Over the next week, I spent some of my freetime with Dale, going over arrangements for a funeral of a man we had never met, a man who meant so much to a best friend we had lost only months before. A man who meant so much to the kids left behind, Kids who meant so much to us as well. We had managed to contact those who were close to Oliver while he was still alive, and were able to set up a meeting with his and Belle’s church. The old priest who had married them, the same one that had spoken for Belle at her funeral, jumped at the chance to do the same for Oliver. He also apologised for his colleague at the other church in town for their campaign against my family. Saying it was very unchristian of them.
Oliver was soon laid to rest in a plot next to the love of his life. Just like Belle, the turn out was quite the same. There were also quite a few new faces. Faces belonging to those who Oliver had worked with, and who he had sold things to. There was one face however, one that was definitely not welcome. Mrs Priestly sat there with her husband. Dabbing her dry eyes with a tissue as she pretended to grieve. I noticed how her eyes seemed to be focused on my kids which now included both Ian and Ruth. So Dale and I made more of an effort to not let the teens be alone for a minute. Just in case she tried something. It was Mr Priestly who surprised me.
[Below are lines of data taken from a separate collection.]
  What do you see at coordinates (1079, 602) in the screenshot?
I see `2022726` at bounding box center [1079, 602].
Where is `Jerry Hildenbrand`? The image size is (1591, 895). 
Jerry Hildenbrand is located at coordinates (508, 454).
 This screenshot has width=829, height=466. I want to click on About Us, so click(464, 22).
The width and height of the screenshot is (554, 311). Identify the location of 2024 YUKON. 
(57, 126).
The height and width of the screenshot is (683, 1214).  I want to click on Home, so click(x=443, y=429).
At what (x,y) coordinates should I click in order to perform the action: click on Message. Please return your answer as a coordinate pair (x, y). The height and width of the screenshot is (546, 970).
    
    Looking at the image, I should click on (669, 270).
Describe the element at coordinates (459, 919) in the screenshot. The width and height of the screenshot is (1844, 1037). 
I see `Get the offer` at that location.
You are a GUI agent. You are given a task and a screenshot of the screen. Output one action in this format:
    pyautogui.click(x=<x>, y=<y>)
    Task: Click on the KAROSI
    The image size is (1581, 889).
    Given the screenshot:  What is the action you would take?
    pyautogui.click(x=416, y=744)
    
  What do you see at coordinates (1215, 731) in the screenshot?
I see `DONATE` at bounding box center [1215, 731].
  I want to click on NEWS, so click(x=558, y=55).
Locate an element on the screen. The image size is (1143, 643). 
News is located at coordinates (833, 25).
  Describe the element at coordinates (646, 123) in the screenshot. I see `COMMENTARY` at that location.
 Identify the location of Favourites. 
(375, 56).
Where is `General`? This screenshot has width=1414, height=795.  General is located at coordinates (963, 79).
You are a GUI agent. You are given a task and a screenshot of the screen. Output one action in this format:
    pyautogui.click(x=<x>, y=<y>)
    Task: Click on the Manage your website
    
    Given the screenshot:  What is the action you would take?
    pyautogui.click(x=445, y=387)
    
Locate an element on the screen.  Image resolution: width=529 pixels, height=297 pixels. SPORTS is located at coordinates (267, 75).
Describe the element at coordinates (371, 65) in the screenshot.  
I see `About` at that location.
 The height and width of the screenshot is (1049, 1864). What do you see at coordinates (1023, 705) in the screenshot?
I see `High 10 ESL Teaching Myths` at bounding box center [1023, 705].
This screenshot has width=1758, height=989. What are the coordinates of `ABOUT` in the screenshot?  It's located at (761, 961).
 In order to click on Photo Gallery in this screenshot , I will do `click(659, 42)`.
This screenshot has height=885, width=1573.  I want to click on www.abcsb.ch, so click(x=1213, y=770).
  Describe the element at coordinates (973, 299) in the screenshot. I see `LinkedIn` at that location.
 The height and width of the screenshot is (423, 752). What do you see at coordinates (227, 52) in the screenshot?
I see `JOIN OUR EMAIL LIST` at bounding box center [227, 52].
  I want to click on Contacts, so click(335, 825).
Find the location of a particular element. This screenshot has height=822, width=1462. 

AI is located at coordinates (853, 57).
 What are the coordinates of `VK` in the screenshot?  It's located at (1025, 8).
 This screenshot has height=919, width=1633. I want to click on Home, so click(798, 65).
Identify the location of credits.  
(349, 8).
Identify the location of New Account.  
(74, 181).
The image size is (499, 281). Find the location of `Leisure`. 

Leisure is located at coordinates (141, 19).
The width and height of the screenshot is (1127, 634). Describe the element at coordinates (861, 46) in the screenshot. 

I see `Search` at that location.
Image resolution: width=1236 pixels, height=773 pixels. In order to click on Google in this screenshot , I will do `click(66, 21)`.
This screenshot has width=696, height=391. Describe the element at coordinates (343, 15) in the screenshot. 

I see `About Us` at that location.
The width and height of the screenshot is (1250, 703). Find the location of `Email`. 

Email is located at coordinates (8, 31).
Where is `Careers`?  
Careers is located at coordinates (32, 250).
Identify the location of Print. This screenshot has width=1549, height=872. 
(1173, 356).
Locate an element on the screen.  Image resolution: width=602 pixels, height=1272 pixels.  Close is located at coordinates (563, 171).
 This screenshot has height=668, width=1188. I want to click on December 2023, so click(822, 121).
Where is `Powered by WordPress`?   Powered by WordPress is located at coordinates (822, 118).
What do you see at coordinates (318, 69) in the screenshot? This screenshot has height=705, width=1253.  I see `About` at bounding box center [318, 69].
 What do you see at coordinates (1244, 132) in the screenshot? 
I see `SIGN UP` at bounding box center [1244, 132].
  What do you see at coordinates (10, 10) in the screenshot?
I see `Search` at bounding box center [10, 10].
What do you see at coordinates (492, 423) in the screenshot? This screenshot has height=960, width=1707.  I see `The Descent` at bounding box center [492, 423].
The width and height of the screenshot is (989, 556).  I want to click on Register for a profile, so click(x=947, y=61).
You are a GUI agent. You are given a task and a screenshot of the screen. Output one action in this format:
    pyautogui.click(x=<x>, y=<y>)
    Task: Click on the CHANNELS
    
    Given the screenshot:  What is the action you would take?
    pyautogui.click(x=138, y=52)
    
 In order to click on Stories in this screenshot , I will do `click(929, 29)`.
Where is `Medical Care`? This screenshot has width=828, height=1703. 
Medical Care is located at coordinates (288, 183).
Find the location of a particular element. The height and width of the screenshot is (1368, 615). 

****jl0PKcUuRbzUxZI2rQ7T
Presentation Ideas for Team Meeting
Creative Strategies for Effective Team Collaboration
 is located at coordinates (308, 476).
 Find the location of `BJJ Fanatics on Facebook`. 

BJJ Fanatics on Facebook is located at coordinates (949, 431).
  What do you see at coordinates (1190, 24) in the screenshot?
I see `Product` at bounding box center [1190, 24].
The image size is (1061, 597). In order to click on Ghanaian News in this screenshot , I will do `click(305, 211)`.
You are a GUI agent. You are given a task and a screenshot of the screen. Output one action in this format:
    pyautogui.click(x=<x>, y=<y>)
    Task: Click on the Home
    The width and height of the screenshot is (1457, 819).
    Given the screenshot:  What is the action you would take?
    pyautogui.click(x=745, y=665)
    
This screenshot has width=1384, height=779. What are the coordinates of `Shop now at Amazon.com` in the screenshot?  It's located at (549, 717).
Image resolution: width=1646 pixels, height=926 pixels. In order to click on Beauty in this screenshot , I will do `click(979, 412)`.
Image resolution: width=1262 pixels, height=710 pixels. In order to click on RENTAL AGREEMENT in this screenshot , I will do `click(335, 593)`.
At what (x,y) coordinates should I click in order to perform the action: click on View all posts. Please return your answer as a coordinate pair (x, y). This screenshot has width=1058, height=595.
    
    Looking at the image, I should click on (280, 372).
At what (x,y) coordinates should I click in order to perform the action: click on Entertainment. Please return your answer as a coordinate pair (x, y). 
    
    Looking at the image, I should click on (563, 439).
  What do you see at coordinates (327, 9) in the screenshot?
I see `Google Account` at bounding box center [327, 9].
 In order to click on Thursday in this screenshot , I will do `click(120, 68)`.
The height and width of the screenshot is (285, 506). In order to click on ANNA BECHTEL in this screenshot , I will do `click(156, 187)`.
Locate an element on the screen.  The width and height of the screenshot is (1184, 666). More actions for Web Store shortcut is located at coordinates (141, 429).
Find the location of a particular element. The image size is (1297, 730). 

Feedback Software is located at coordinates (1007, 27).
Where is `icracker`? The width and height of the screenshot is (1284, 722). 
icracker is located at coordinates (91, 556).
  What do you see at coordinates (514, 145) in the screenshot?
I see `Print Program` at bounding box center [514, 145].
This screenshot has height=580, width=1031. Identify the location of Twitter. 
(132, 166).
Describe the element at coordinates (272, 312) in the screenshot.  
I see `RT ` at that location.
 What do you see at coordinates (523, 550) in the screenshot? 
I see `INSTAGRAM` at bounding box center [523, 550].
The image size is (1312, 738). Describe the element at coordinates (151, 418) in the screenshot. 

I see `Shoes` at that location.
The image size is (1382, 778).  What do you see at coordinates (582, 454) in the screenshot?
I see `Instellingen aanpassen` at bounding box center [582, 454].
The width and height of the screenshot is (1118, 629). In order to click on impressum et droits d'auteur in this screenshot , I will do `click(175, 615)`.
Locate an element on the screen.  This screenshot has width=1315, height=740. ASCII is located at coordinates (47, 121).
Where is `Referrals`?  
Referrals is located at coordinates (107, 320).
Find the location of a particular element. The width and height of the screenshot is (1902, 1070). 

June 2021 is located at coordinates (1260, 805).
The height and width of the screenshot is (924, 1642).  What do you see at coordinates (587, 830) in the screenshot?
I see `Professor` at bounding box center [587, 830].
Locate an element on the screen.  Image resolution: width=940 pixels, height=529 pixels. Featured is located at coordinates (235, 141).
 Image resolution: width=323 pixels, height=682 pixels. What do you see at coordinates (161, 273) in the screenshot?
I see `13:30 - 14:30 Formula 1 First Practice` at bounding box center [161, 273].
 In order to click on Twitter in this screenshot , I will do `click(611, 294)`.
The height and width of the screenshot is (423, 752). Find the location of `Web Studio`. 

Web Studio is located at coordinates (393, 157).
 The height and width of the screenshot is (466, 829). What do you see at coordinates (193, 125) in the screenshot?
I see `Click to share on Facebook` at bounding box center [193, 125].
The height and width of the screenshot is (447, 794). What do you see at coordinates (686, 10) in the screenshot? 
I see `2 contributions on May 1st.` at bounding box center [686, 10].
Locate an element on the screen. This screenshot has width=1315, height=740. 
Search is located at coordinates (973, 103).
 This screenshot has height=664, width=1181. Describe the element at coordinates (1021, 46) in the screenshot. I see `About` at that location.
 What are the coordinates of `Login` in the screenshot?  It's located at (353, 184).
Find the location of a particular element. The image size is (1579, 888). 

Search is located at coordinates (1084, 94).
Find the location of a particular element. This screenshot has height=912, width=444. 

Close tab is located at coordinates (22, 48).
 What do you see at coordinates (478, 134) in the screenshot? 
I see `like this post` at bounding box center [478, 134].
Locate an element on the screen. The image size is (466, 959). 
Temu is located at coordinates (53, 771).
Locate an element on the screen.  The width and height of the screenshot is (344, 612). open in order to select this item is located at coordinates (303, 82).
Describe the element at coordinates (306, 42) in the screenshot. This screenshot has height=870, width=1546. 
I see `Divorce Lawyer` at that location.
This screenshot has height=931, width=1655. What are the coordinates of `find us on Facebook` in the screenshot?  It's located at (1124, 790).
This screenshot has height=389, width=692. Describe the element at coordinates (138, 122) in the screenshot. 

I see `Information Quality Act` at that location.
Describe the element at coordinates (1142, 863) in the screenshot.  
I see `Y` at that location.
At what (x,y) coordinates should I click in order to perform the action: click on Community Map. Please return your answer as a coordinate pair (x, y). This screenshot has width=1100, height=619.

“I’m sorry for your loss,” He solemnly told Ruth and then said the same to Ian.
“You are doing a fine job,” He then said to me.
“Excuse me?” I asked, not thinking I had heard right.
“With the Jacobs kids,” He clarified, “Belle could not have chosen better for her kids.”
“Then why is your wife trying to make our lives difficult?” I replied in a harsh quiet tone.
“I truly am sorry for that,” He said to me, “And for more.” he suddenly added with wide eyes.
“More?” I asked, suddenly feeling outraged, “What do you mean ‘More’?” I said, my voice getting louder.
“I’m sorry,” Was all Mr. Priestly said, as he looked worriedly around him, before quickly walking away with his head down.
“What did he want?” Dale asked as he slipped his arm around my waist as we gathered our family to leave.
“He wanted to apologise it seems,” I answered, then proceeded to tell him of the weird conversation I had just had.
“Do you think he was warning us?”
“He could’ve been, I’m just not sure.” I told him. “When he said that, it was as if he had recognised me from somewhere.”
“Do you think we could have met them before, and just not remembered?”
“I think we would have remembered them, especially if his crazy wife was there. She is kinda memorable. For all the wrong reasons” I laughed.
- 25
- 8
- 7
- 4
Note: While authors are asked to place warnings on their stories for some moderated content, everyone has different thresholds, and it is your responsibility as a reader to avoid stories or stop reading if something bothers you.